• _Assignment_: Print back every record below, exactly as it stands.

• _Raw data_:
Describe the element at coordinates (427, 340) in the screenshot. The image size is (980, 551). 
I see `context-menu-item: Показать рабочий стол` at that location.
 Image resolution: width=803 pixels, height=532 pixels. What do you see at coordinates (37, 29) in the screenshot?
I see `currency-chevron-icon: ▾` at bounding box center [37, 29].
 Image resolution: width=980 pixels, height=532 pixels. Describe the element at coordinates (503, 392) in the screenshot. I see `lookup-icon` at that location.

• _Solution for this exercise_:
Describe the element at coordinates (427, 340) in the screenshot. The image size is (980, 551). 
I see `context-menu-item: Показать рабочий стол` at that location.
 Image resolution: width=803 pixels, height=532 pixels. What do you see at coordinates (37, 29) in the screenshot?
I see `currency-chevron-icon: ▾` at bounding box center [37, 29].
 Image resolution: width=980 pixels, height=532 pixels. Describe the element at coordinates (503, 392) in the screenshot. I see `lookup-icon` at that location.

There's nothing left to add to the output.